Fallibility extends to our bodies because we are also mortal.  Because you are not immortal —you suffer all sorts of things in your body— physical weakness, illness.  You eat foods that are toxic, you fall and hurt yourself in accidents, diseases may even be built into your genetic code.  So you often struggle to cope with life’s demands as you attempt to learn, understand, and do things in ways that will enable you to succeed in reaching your goals.

 

Combining fallibility and mortality, you also suffer insecurity and uncertainty about a great many things.  You are not able to predict what’s going to happen, how long you will be alive, what you can anticipate in business or in your personal life.  Insecurity it built into the very fabric of life.  This means that discomfort, struggle, pain, uncertain, etc. are to be expected.

 

So being vulnerable first and foremost means acknowledging these conditions.  Yet many do not!  They attempt to deny and eliminate them.  They want to be perfect—flawless in what they know, without flaw in what they speak and do, secure in anticipating anything and everything that could occur, and immortal!  These “perfectionists” fight against the facts of life as it is on planet earth.  Then by unrealistically wanting what is not to be, they put themselves at odds with reality.

 

Authentic vulnerability starts with acknowledgment—acceptance and recognition of life as it is.  By embracing it, you can focus on learning, developing, growing, and improving.  By authentically embracing your vulnerability, you take things on as a challenge for developing, you can courageously face the facts and focus on how to identify and unleash potentials and improve the quality of your families, businesses, societies, and countries.

 

There’s nothing shameful about this.  Quite the opposite.  When you step up to become authentically vulnerable, you can take pride in being a mortal and vulnerable human being.  There’s nothing bad, humiliating, embarrassing, or wrong about this.  If you access those states about vulnerability, you have created the problem.  It’s your interpretation that creates this pseudo-problem.

 

You are probably expecting flawless perfection, ease, and constant success.  Expect that and you can feel bad, embarrassed, and ashamed when you discover that you are, in fact, a fallible and mortal human being!  What some people call “shame” is actually normal human experiences— noticing when you are unsure, feeling weak, feeling inadequate, etc.

 

Because embarrassment and shame are social emotions, they arise when you have set a social norm and then use it to measure your humanity.  Embarrassment and shame, at most, indicate a social norm has been violated.  Now you can speak the truth to yourself and others without shame.  You can acknowledge what is as part of the human condition.

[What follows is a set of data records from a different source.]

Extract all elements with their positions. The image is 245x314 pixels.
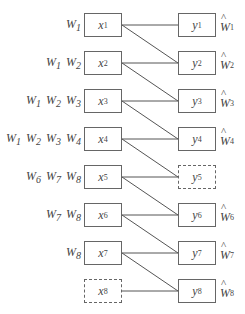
edge-layer	[0, 0, 245, 314]
right-node-y2: y2	[178, 51, 216, 75]
weight-label-W8: W8	[66, 169, 81, 185]
right-node-y4: y4	[178, 127, 216, 151]
left-node-x6: x6	[84, 203, 122, 227]
weight-label-W2: W2	[46, 93, 61, 109]
left-weight-labels-row-3: W1W2W3	[26, 89, 81, 113]
weight-label-W1: W1	[46, 55, 61, 71]
right-node-y7: y7	[178, 241, 216, 265]
weight-label-W8: W8	[66, 207, 81, 223]
left-node-x7: x7	[84, 241, 122, 265]
edge-x7-y8	[122, 253, 178, 291]
weight-label-W7: W7	[46, 207, 61, 223]
edge-x6-y7	[122, 215, 178, 253]
edge-x4-y5	[122, 139, 178, 177]
right-node-y5: y5	[178, 165, 216, 189]
left-weight-labels-row-1: W1	[66, 13, 81, 37]
estimated-weight-label-row-6: W6	[220, 205, 234, 229]
edge-x2-y3	[122, 63, 178, 101]
left-weight-labels-row-7: W8	[66, 241, 81, 265]
weight-label-W4: W4	[66, 131, 81, 147]
right-node-y6: y6	[178, 203, 216, 227]
left-weight-labels-row-6: W7W8	[46, 203, 81, 227]
left-node-x1: x1	[84, 13, 122, 37]
estimated-weight-label-row-3: W3	[220, 91, 234, 115]
edge-x1-y2	[122, 25, 178, 63]
edge-x3-y4	[122, 101, 178, 139]
weight-label-W1: W1	[26, 93, 41, 109]
weight-label-W2: W2	[26, 131, 41, 147]
left-node-x4: x4	[84, 127, 122, 151]
weight-label-W1: W1	[6, 131, 21, 147]
weight-label-W2: W2	[66, 55, 81, 71]
encoder-decoder-diagram: x1W1x2W1W2x3W1W2W3x4W1W2W3W4x5W6W7W8x6W7…	[0, 0, 245, 314]
estimated-weight-label-row-2: W2	[220, 53, 234, 77]
weight-label-W1: W1	[66, 17, 81, 33]
estimated-weight-label-row-7: W7	[220, 243, 234, 267]
left-weight-labels-row-4: W1W2W3W4	[6, 127, 81, 151]
estimated-weight-label-row-1: W1	[220, 15, 234, 39]
right-node-y8: y8	[178, 279, 216, 303]
weight-label-W6: W6	[26, 169, 41, 185]
estimated-weight-label-row-4: W4	[220, 129, 234, 153]
right-node-y3: y3	[178, 89, 216, 113]
left-weight-labels-row-2: W1W2	[46, 51, 81, 75]
left-node-x5: x5	[84, 165, 122, 189]
left-node-x2: x2	[84, 51, 122, 75]
left-weight-labels-row-5: W6W7W8	[26, 165, 81, 189]
edge-x5-y6	[122, 177, 178, 215]
weight-label-W3: W3	[66, 93, 81, 109]
left-node-x8: x8	[84, 279, 122, 303]
right-node-y1: y1	[178, 13, 216, 37]
estimated-weight-label-row-8: W8	[220, 281, 234, 305]
left-node-x3: x3	[84, 89, 122, 113]
weight-label-W8: W8	[66, 245, 81, 261]
weight-label-W7: W7	[46, 169, 61, 185]
weight-label-W3: W3	[46, 131, 61, 147]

“I’m going through a divorce right now”

“My son is in rehabilitation.”

“My uncle committed suicide.”

 

What then happens to the fear that others will think that you don’t have your stuff together?  What do you have to be ashamed of?  Or, what are you not proud of?  The challenge before you is to get real about these facets of the human experience, to get real about being a fallible and mortal human being.